Originally Posted by
SolidComp
I've also wondered about combining raster and vector approaches in the same format, since it's clear that some images would benefit much more from one or the other.
I also want to see a format that explicitly accounts for image sets in addition to standalone images, since a lot of groups of images on webpages, social media, etc. feature the same settings and subjects and have lots of encodable overlap. It sounds sort of like video encoding, but it's going to be much less similar and more complicated than adjacent frames in video.
The DNN researchers at Google have done some impressive work with images and image recognition, and I wonder if that could be applied to an approach that uses reference images for specific people, places, logos, etc. and does something like delta encoding for a bunch of images that feature those people, places, logos, etc. At first blush, this seems unlikely to work out – to lead to significant savings – but I think my initial intuition is wrong and that it's just a matter of much better algorithms and constructs.
Another idea I had was what sorts of things we could do at the time of image acquisition – when we're composing and taking photographs – that would help achieve smaller file sizes at a given level of quality. I've never read anyone talk about this before, but there are so many things going on in, say, headshots, product photography, etc. in terms of backgrounds, lighting, colors, color gradients, angles, reflectance, etc. It might be possible to subtly manipulate these things in ways that lead to surprisingly smaller JPEGs, webps, or PIKs without significantly impacting (or even improving) how humans perceive the image.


> _Work request_:
All lines holding the word "intercostal" are to be copied from the records beneath.

Recorded data:
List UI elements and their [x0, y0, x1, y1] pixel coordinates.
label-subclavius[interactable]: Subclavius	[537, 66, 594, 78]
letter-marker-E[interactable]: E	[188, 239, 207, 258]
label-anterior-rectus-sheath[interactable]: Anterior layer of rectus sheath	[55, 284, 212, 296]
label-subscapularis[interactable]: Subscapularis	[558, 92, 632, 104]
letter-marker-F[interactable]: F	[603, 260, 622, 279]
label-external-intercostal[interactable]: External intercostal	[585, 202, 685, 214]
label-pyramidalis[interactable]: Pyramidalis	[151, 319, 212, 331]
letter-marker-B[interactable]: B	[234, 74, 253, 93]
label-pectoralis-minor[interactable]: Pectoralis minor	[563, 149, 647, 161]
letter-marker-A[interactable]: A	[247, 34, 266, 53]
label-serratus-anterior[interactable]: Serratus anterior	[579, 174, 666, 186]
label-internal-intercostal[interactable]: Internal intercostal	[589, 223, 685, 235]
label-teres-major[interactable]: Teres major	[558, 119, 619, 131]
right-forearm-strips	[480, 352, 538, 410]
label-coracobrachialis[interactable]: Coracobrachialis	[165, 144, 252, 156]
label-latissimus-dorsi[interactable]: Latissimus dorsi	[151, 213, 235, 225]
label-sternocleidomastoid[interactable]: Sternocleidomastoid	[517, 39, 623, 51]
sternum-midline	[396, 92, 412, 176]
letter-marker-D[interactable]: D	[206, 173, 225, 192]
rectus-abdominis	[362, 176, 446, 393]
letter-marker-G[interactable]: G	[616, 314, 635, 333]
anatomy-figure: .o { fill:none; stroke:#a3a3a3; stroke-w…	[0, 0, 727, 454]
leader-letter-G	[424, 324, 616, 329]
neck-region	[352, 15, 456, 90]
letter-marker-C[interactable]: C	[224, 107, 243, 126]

* * *

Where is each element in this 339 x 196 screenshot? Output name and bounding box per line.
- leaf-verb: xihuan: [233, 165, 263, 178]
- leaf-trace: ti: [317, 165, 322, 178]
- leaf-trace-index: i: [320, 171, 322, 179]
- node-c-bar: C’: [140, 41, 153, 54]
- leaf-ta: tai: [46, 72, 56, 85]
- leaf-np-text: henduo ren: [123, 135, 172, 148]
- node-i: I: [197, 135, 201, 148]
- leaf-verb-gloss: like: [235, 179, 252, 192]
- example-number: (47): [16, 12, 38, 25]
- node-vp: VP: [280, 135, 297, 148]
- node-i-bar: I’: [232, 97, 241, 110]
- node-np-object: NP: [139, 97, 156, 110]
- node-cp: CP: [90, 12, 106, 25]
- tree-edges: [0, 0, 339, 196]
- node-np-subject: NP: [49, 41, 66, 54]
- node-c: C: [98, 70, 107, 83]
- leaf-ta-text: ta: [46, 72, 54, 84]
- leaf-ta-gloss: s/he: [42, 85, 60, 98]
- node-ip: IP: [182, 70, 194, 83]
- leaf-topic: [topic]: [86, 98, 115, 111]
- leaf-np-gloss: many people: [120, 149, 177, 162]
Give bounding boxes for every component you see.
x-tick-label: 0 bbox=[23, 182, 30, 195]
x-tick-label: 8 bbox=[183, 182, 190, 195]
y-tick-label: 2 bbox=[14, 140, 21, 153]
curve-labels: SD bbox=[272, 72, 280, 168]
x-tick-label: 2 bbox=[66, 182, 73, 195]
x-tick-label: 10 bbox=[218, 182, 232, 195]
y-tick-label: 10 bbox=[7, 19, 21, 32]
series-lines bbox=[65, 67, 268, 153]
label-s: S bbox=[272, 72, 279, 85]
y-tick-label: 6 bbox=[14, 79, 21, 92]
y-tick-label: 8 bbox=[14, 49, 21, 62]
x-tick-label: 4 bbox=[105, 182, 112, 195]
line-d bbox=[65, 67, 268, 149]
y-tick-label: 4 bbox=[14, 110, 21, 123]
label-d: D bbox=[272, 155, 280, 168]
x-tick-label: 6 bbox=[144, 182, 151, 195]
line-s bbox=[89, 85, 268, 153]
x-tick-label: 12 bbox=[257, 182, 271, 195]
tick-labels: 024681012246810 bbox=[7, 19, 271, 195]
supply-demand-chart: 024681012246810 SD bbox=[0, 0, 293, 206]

> _Response to the task_:
label-external-intercostal[interactable]: External intercostal	[585, 202, 685, 214]
label-internal-intercostal[interactable]: Internal intercostal	[589, 223, 685, 235]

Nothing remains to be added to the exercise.